Sample types with counts — GET
curl "https://chip-atlas.org/data/sample_types?genome=hg38&agClass=Histone"
List antigens — GET
curl "https://chip-atlas.org/data/chip_antigen?genome=hg38&agClass=Histone&clClass=Blood"
List cell types — GET
curl "https://chip-atlas.org/data/cell_type?genome=hg38&agClass=Histone&clClass=Blood"
Search experiments — GET
curl "https://chip-atlas.org/data/search_experiments?query=CTCF&limit=5"
Experiment metadata — GET
curl "https://chip-atlas.org/data/exp_metadata.json?expid=SRX018625"

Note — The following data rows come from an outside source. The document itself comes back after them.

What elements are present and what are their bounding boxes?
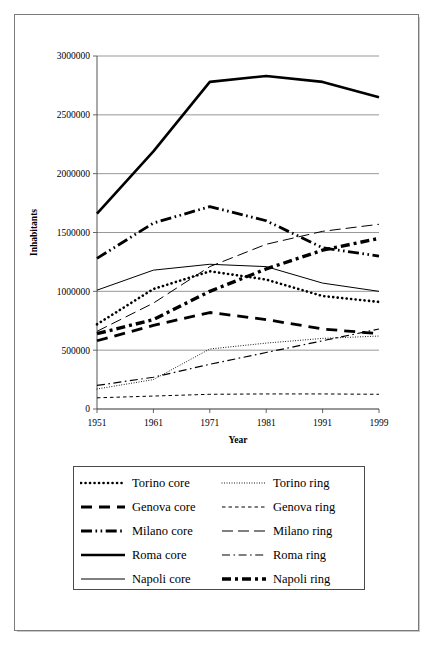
legend-label: Genova ring <box>273 501 335 514</box>
x-tick-label: 1971 <box>200 418 219 428</box>
legend-line-swatch <box>80 573 126 585</box>
legend-line-swatch <box>221 501 267 513</box>
legend-line-swatch <box>80 477 126 489</box>
series-line-genova-ring <box>97 394 379 398</box>
legend-entry: Torino core <box>80 477 221 490</box>
legend-line-swatch <box>80 525 126 537</box>
legend-entry: Genova core <box>80 501 221 514</box>
data-series-group <box>97 76 379 398</box>
legend-label: Napoli ring <box>273 573 330 586</box>
legend-line-swatch <box>221 573 267 585</box>
x-tick-label: 1999 <box>370 418 389 428</box>
legend-entry: Genova ring <box>221 501 362 514</box>
y-tick-label: 1500000 <box>57 228 91 238</box>
legend-line-swatch <box>221 477 267 489</box>
x-tick-label: 1991 <box>313 418 332 428</box>
legend-entry: Torino ring <box>221 477 362 490</box>
legend-label: Torino core <box>132 477 190 490</box>
series-line-genova-core <box>97 313 379 341</box>
x-tick-label: 1981 <box>257 418 276 428</box>
legend-entry: Roma ring <box>221 549 362 562</box>
x-tick-label: 1951 <box>88 418 107 428</box>
series-line-roma-core <box>97 76 379 214</box>
series-line-napoli-core <box>97 264 379 291</box>
legend-entry: Roma core <box>80 549 221 562</box>
x-tick-label: 1961 <box>144 418 163 428</box>
legend-label: Genova core <box>132 501 196 514</box>
legend-label: Roma ring <box>273 549 326 562</box>
legend-line-swatch <box>80 549 126 561</box>
legend-label: Milano ring <box>273 525 332 538</box>
y-tick-label: 2000000 <box>57 169 91 179</box>
y-axis-ticks <box>93 56 97 409</box>
y-tick-label: 500000 <box>62 346 91 356</box>
legend-grid: Torino coreTorino ringGenova coreGenova … <box>74 467 364 589</box>
y-tick-label: 1000000 <box>57 287 91 297</box>
y-tick-label: 2500000 <box>57 110 91 120</box>
legend-line-swatch <box>221 549 267 561</box>
series-line-roma-ring <box>97 329 379 385</box>
y-tick-label: 0 <box>85 404 90 414</box>
legend-entry: Napoli core <box>80 573 221 586</box>
legend-entry: Milano ring <box>221 525 362 538</box>
legend-label: Torino ring <box>273 477 329 490</box>
y-axis-tick-labels: 0500000100000015000002000000250000030000… <box>57 51 91 414</box>
legend-label: Roma core <box>132 549 187 562</box>
legend-line-swatch <box>80 501 126 513</box>
legend-label: Napoli core <box>132 573 191 586</box>
x-axis-tick-labels: 195119611971198119911999 <box>88 418 389 428</box>
chart-legend: Torino coreTorino ringGenova coreGenova … <box>73 466 365 590</box>
x-axis-title: Year <box>229 435 249 445</box>
y-axis-title: Inhabitants <box>29 209 39 256</box>
y-tick-label: 3000000 <box>57 51 91 61</box>
series-line-napoli-ring <box>97 238 379 333</box>
legend-line-swatch <box>221 525 267 537</box>
legend-label: Milano core <box>132 525 193 538</box>
series-line-torino-ring <box>97 336 379 389</box>
gridlines <box>97 56 379 350</box>
legend-entry: Milano core <box>80 525 221 538</box>
legend-entry: Napoli ring <box>221 573 362 586</box>
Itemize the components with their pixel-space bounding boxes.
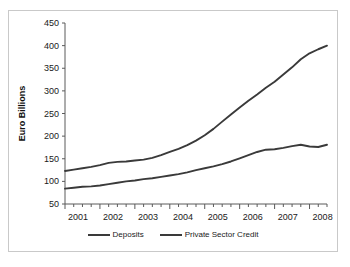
y-axis-tick-label: 150 <box>44 154 59 164</box>
series-line-deposits <box>65 145 327 189</box>
chart-figure: 50100150200250300350400450Euro Billions2… <box>8 10 338 252</box>
y-axis-tick-label: 350 <box>44 63 59 73</box>
x-axis-tick-label: 2001 <box>68 212 88 222</box>
y-axis-tick-label: 200 <box>44 131 59 141</box>
x-axis-tick-label: 2005 <box>208 212 228 222</box>
x-axis-tick-label: 2002 <box>103 212 123 222</box>
x-axis-tick-label: 2006 <box>243 212 263 222</box>
line-chart-plot: 50100150200250300350400450Euro Billions2… <box>9 11 337 251</box>
series-line-private-sector-credit <box>65 46 327 171</box>
y-axis-title: Euro Billions <box>17 86 27 142</box>
y-axis-tick-label: 400 <box>44 41 59 51</box>
y-axis-tick-label: 50 <box>49 199 59 209</box>
figure-title-fragment <box>0 0 350 8</box>
legend-item-private-sector-credit[interactable]: Private Sector Credit <box>160 230 259 239</box>
x-axis-tick-label: 2008 <box>313 212 333 222</box>
legend-label: Deposits <box>113 230 144 239</box>
legend-line-swatch-icon <box>160 234 182 236</box>
y-axis-tick-label: 100 <box>44 176 59 186</box>
y-axis-tick-label: 300 <box>44 86 59 96</box>
legend-label: Private Sector Credit <box>185 230 259 239</box>
x-axis-tick-label: 2003 <box>138 212 158 222</box>
x-axis-tick-label: 2004 <box>173 212 193 222</box>
x-axis-tick-label: 2007 <box>278 212 298 222</box>
legend-line-swatch-icon <box>88 234 110 236</box>
chart-legend: Deposits Private Sector Credit <box>9 230 337 239</box>
y-axis-tick-label: 450 <box>44 18 59 28</box>
y-axis-tick-label: 250 <box>44 109 59 119</box>
legend-item-deposits[interactable]: Deposits <box>88 230 144 239</box>
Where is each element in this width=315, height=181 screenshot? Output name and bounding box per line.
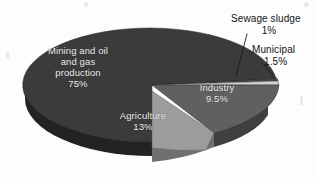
slice-label-mining: Mining and oil and gas production 75%: [32, 45, 124, 89]
pie-chart-figure: Mining and oil and gas production 75% Ag…: [0, 0, 315, 181]
callout-label-sewage-sludge: Sewage sludge 1%: [231, 13, 307, 37]
scan-artifact-speck: [304, 2, 309, 7]
callout-label-municipal: Municipal 1.5%: [252, 44, 295, 68]
slice-label-mining-line1: Mining and oil: [48, 45, 108, 56]
scan-artifact-speck: [84, 2, 88, 7]
callout-label-municipal-name: Municipal: [252, 44, 295, 55]
callout-label-sewage-sludge-name: Sewage sludge: [231, 13, 301, 24]
slice-label-industry-percent: 9.5%: [206, 93, 228, 104]
slice-label-mining-percent: 75%: [68, 78, 87, 89]
slice-label-industry-name: Industry: [200, 82, 235, 93]
callout-label-municipal-percent: 1.5%: [252, 56, 295, 68]
slice-label-agriculture-name: Agriculture: [120, 110, 167, 121]
slice-label-mining-line3: production: [55, 67, 100, 78]
scan-artifact-speck: [6, 52, 9, 59]
callout-label-sewage-sludge-percent: 1%: [231, 25, 307, 37]
scan-artifact-speck: [300, 96, 303, 105]
slice-label-agriculture-percent: 13%: [133, 121, 152, 132]
slice-label-industry: Industry 9.5%: [186, 82, 248, 104]
slice-label-agriculture: Agriculture 13%: [108, 110, 178, 132]
slice-label-mining-line2: and gas: [61, 56, 96, 67]
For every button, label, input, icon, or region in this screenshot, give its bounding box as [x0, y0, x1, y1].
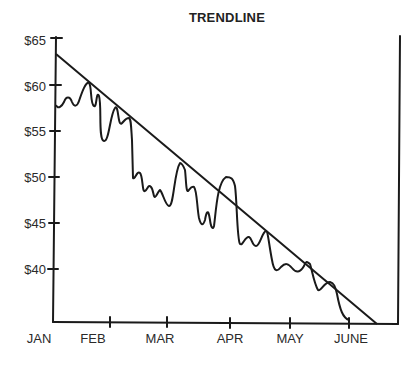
y-axis — [53, 37, 56, 322]
x-axis — [53, 322, 398, 324]
right-boundary-line — [398, 36, 400, 324]
price-line — [56, 83, 349, 320]
trendline — [56, 54, 377, 324]
chart-plot — [0, 0, 418, 368]
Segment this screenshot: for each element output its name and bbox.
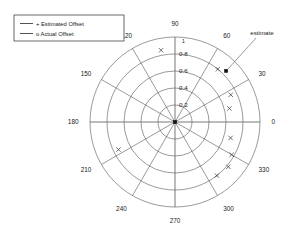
- polar-plot-figure: 0.20.40.60.81 03060901201501802102402703…: [0, 0, 296, 237]
- radial-tick-0.6: 0.6: [179, 67, 188, 74]
- angle-tick-150: 150: [81, 70, 92, 77]
- legend-frame: [14, 15, 124, 41]
- legend-label-actual: o Actual Offset: [36, 31, 74, 37]
- legend-label-estimated: + Estimated Offset: [36, 21, 84, 27]
- radial-tick-rmax: 1: [182, 38, 185, 44]
- radial-tick-0.4: 0.4: [179, 84, 188, 91]
- angle-tick-90: 90: [171, 20, 179, 27]
- annotation-estimate-label: estimate: [250, 29, 274, 36]
- actual-offset-marker: [224, 69, 227, 72]
- angle-tick-240: 240: [116, 205, 127, 212]
- angle-tick-30: 30: [259, 70, 267, 77]
- angle-tick-60: 60: [223, 32, 231, 39]
- angle-tick-0: 0: [271, 118, 275, 125]
- angle-tick-270: 270: [170, 217, 181, 224]
- angle-tick-210: 210: [81, 166, 92, 173]
- polar-plot-canvas: 0.20.40.60.81 03060901201501802102402703…: [0, 0, 296, 237]
- radial-tick-0.2: 0.2: [179, 101, 188, 108]
- angle-tick-180: 180: [68, 118, 79, 125]
- actual-offset-marker: [173, 120, 176, 123]
- angle-tick-300: 300: [223, 205, 234, 212]
- legend: + Estimated Offset o Actual Offset: [14, 15, 124, 41]
- radial-tick-0.8: 0.8: [179, 50, 188, 57]
- angle-tick-330: 330: [259, 166, 270, 173]
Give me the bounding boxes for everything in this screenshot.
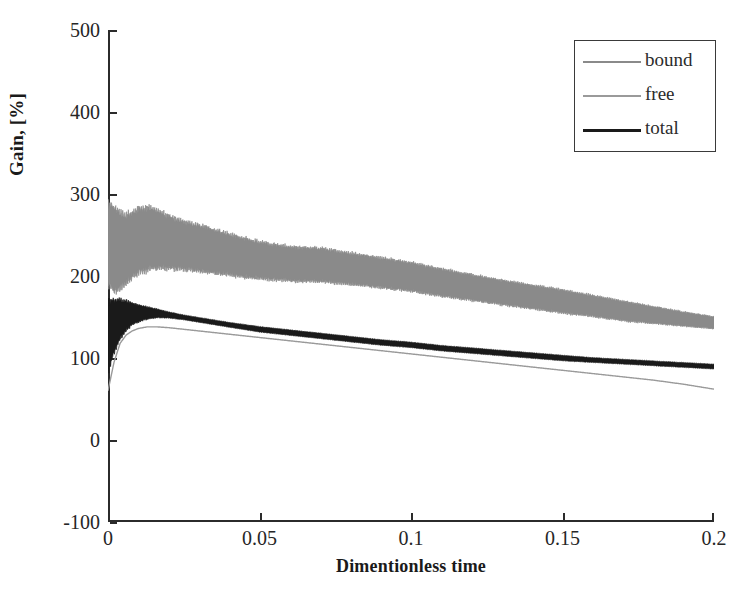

Colocalization index — GET
curl "https://chip-atlas.org/data/colo_analysis.json?genome=hg38"
Target genes index — GET
curl https://chip-atlas.org/data/target_genes_analysis.json
Download BED URL — POST
curl -X POST https://chip-atlas.org/download \
-H "Content-Type: application/json" \
-d '{"condition": {"genome": "hg38", "agClass": "Histone"}}'
General tips:
chipatlas_list_genomes if you're unsure which genome to use.chipatlas_list_sample_types to discover valid values rather than guessing.MCP troubleshooting:
dist/index.js file. Run npm run build if it's missing.search_experiments loads a dataset on first call. Subsequent searches are fast. Prefer browsing tools (list_antigens, list_cell_types) when you know the classification.HTTP API troubleshooting:
%20 or +).condition object, not query parameters.